Marlene Orton
Joseph Khoury has a aptitude for bringing mathematics down to earth for his students. He breathes life into linear algebra with applications from genetics to sociology for students who have trouble grasping the importance of lengthy equations scribbled across wide blackboards.
“Basically the idea is finding a way to teach mathematics that will stimulate the students,” says Khoury, honoured by his peers as the 2003 Part-Time Professor of the Year Award at the University of Ottawa.
“The challenge is to try always to make sense of everything we do,” he adds. “Even the hardest theory has a real life application to it.”
A part-time professor since 2001, Khoury has been teaching at the University since 1996 when he began work on his doctorate in mathematics.
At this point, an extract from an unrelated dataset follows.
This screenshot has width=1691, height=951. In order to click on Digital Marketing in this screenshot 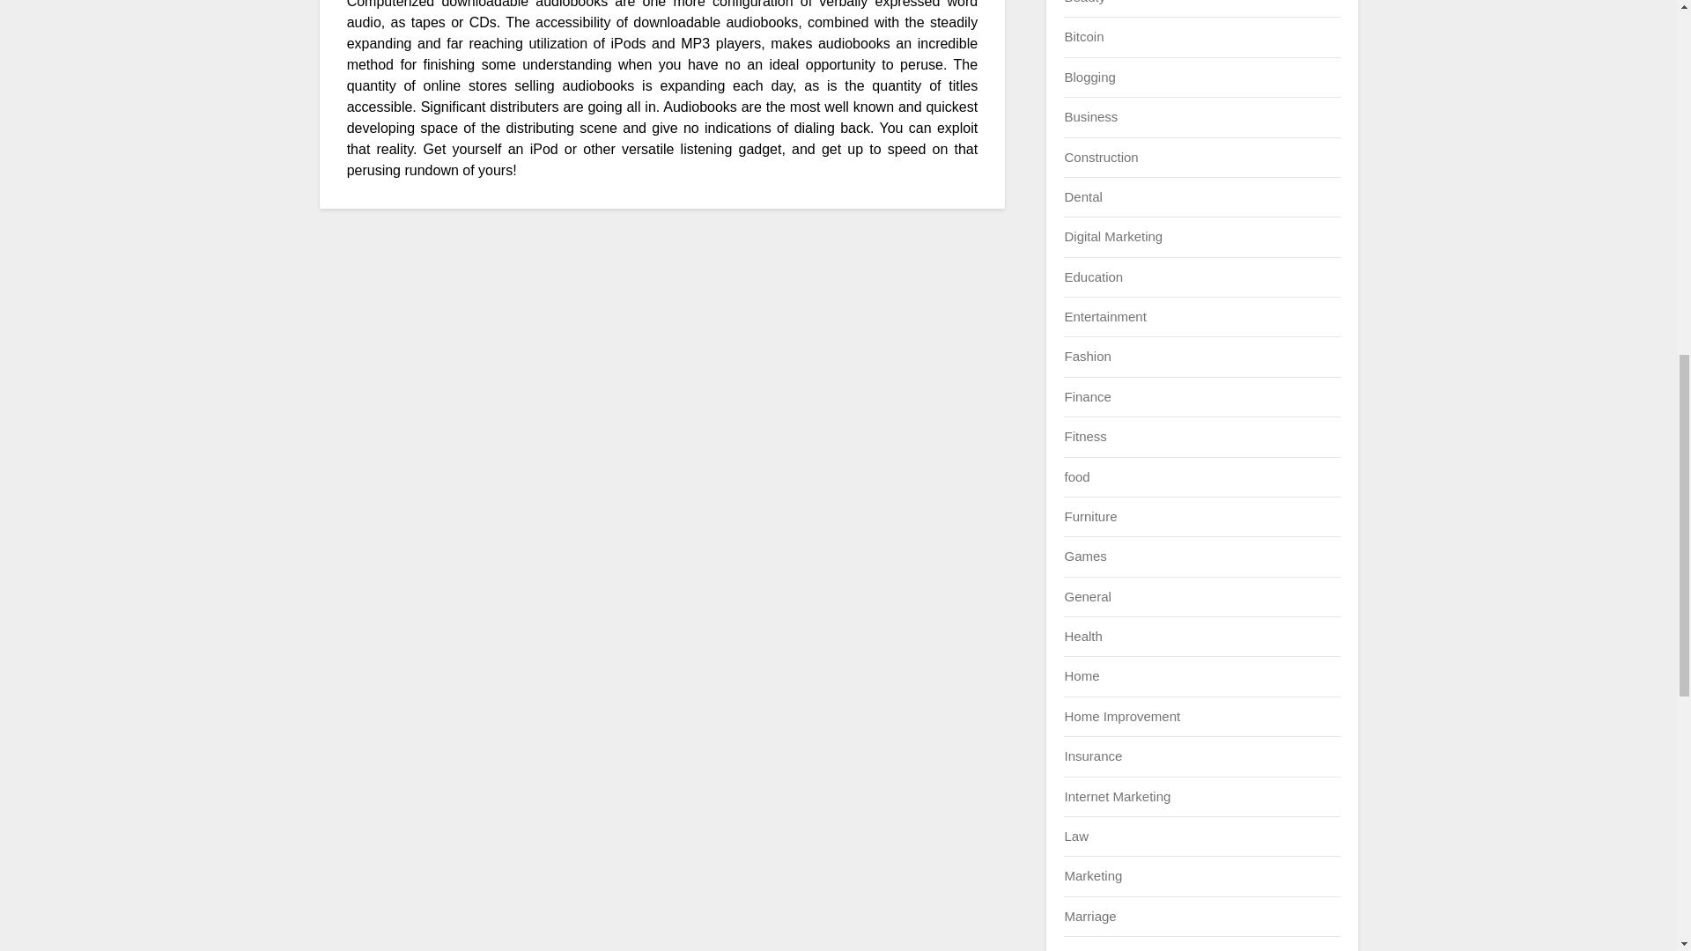, I will do `click(1113, 236)`.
He has always loved math and has looked to mathematical equations as a means of solving the mysteries of the universe. In high school at age 15 he took on a lengthy science project using differential equations to show how the planets moved in an elliptical rather than circular orbit around the sun.
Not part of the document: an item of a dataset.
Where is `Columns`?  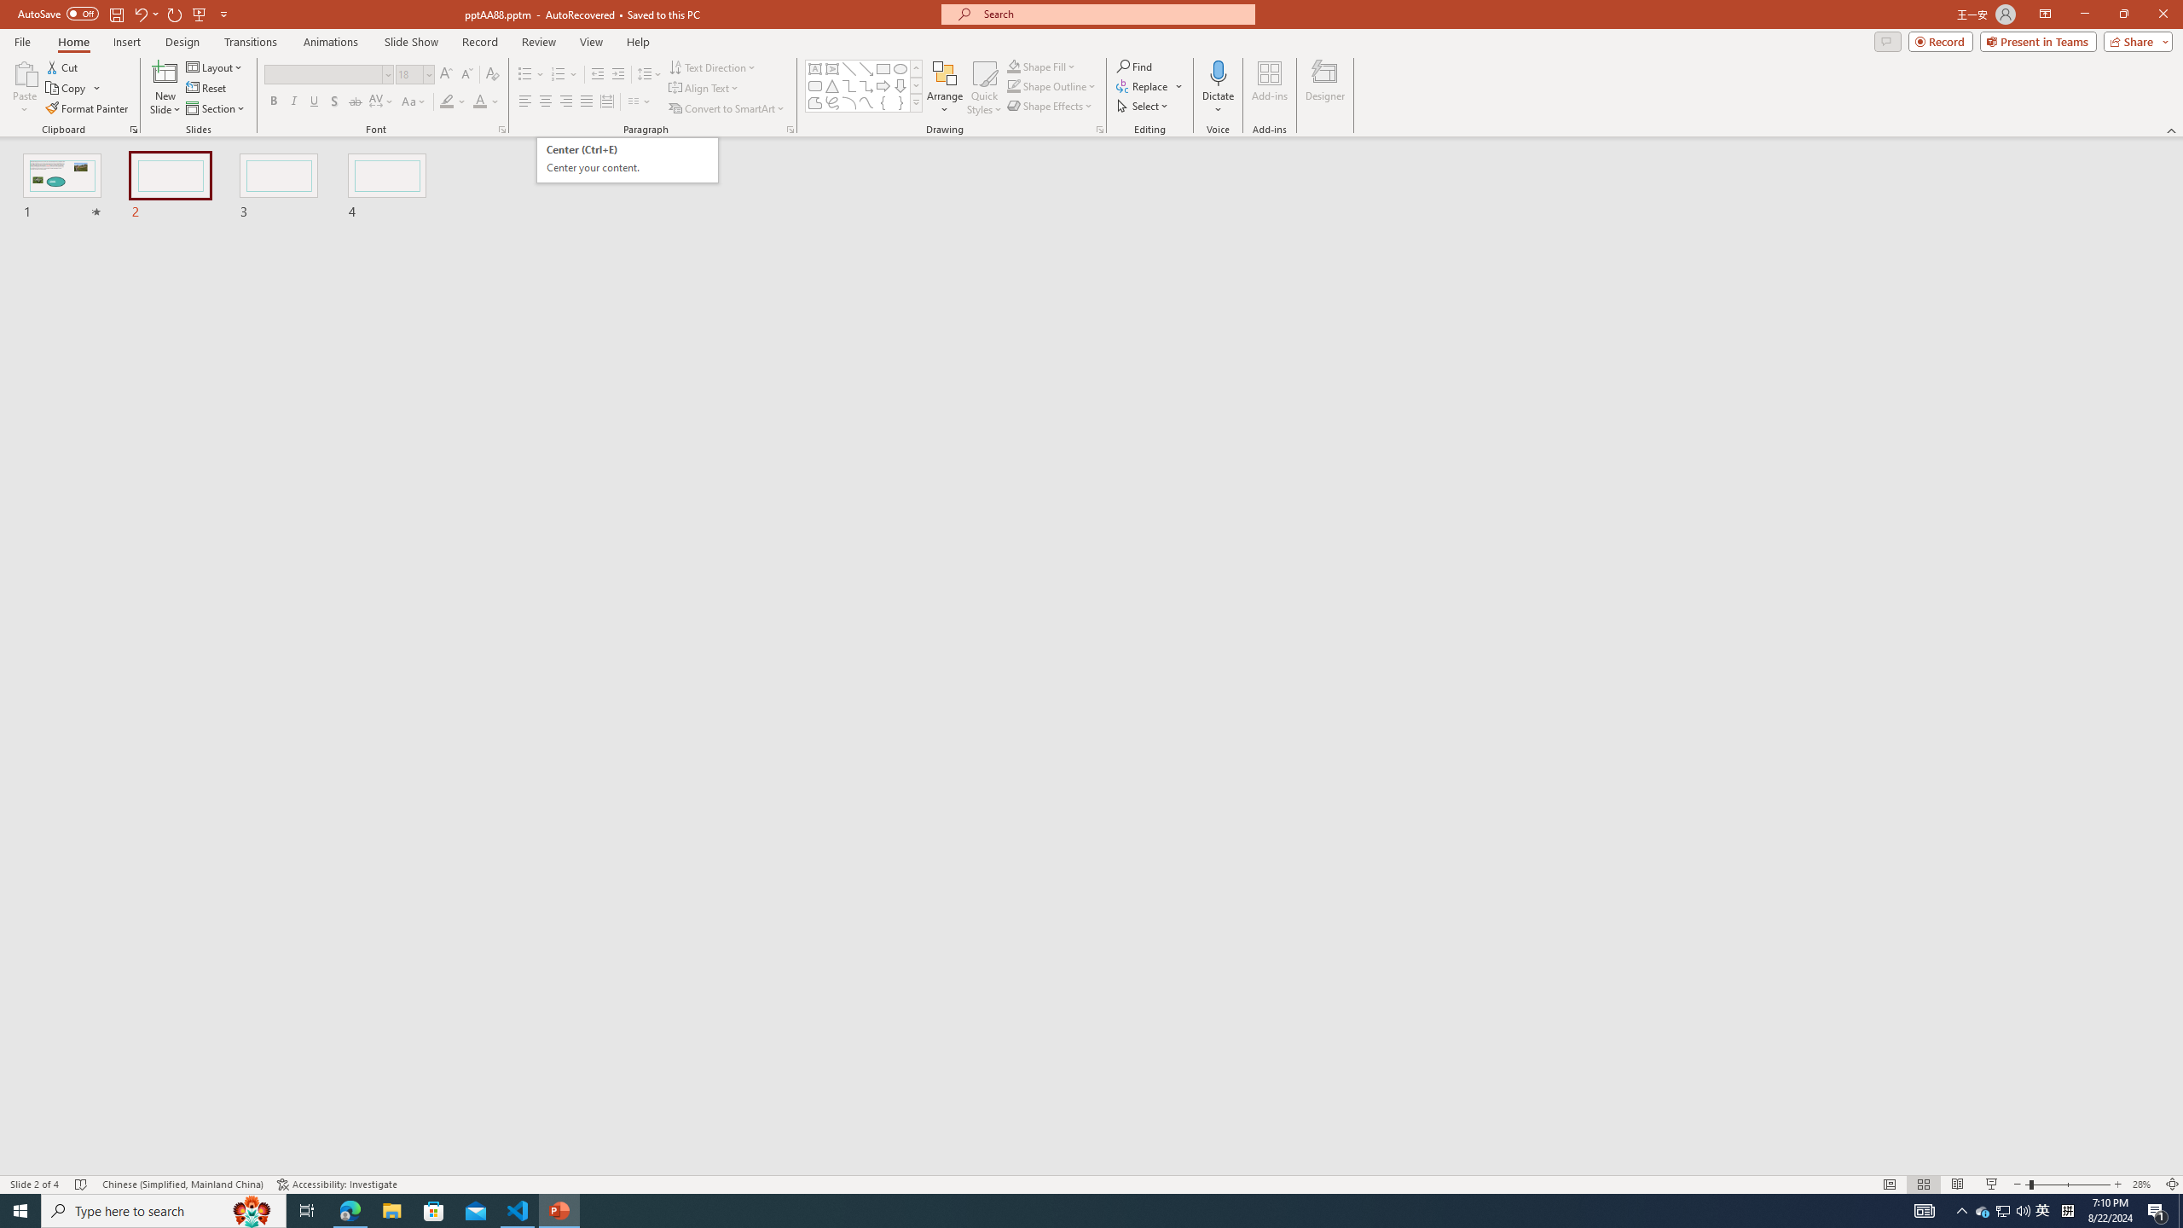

“I was fascinated by all the theory behind that and the power behind it,” he recalls now. He made an aborted attempt to study engineering and switched after only six months.
Khoury, who is also director of the Math Help Centre, takes enormous satisfaction in knowing he has reached out to students and can gauge whether the class has understood in full the lesson of any particular given day. This year he is teaching first-level courses and has the luxury of a class with only 50 students compared with a group last year of 250.
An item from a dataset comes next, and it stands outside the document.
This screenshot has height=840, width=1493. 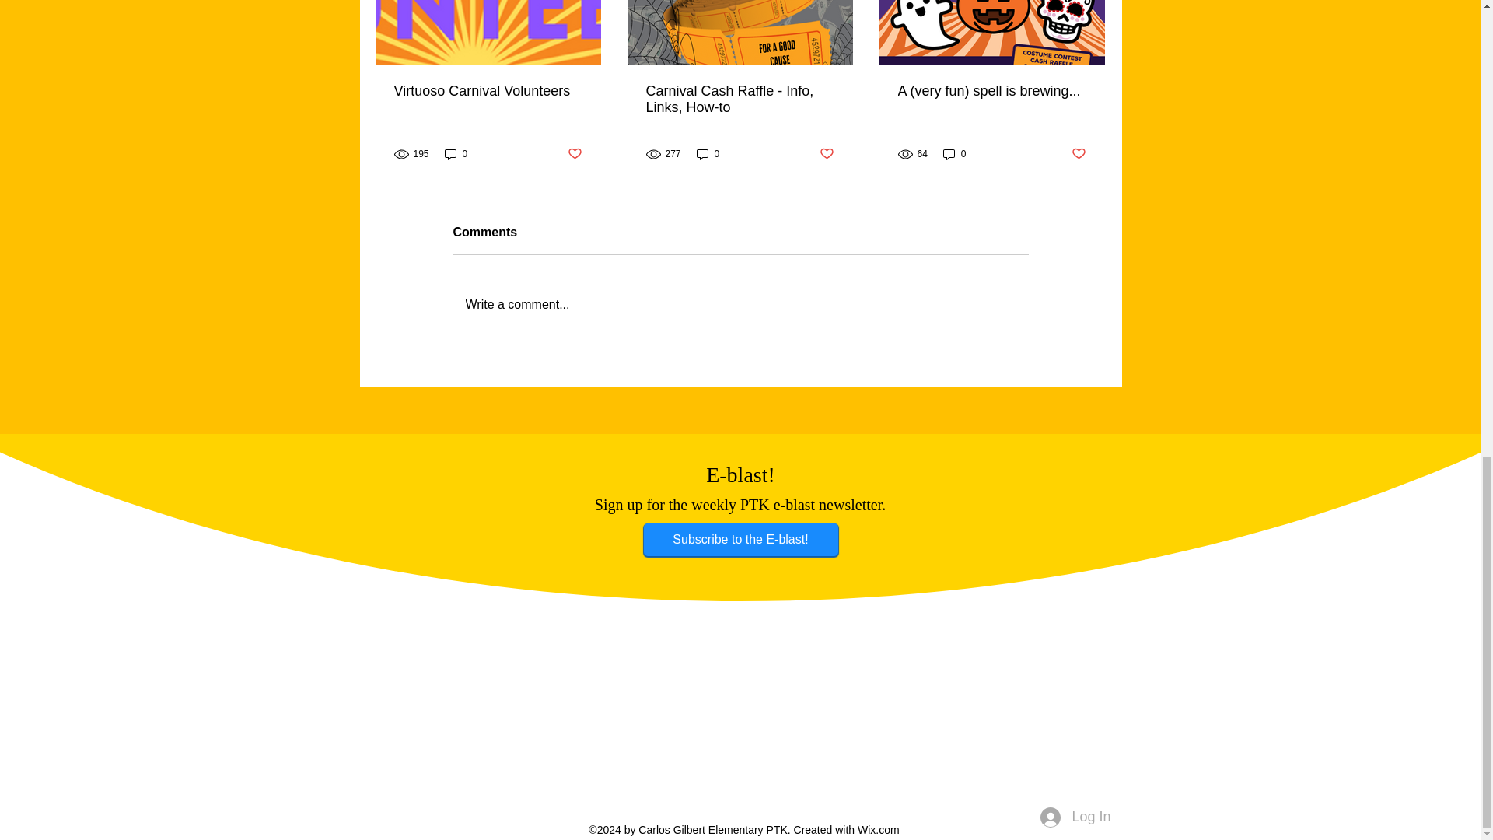 I want to click on 0, so click(x=955, y=154).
“First year is the hardest year,” he says. “You have to bring yourself close to their level and can’t assume they understand what you are taking about.”
To make life a little easier for students, Khoury co-hosts a Web site called Linear Algebra Close to Earth with Professor Barry Jessup, also of the Department of Mathematics and Statistics. Jessup too is among this year’s winners of an Excellence in Education Prize of the University of Ottawa. The site was a project designed by Jessup with funding provided by the prize. The site visually demonstrates the goal of both men: to explain the relevance of the material they are studying. Without that critical connection, Khoury believes, student motivation can be seriously hampered. And the effect is most dramatic with first-year linear algebra.
The site offers the same real-life applications from examining downtown traffic flow to weather patterns that Khoury holds to in his classes. “For a first-year student, the proof is always the tricky part,” he says. “They see the result, they try to understand the result but when they try to do the proof of the result, it’s difficult. When I write a theorem, I give an example of how it can be applied in real-life terms. It becomes something very useful for them when they can see the relevance and what they can do with it, and the power of it.”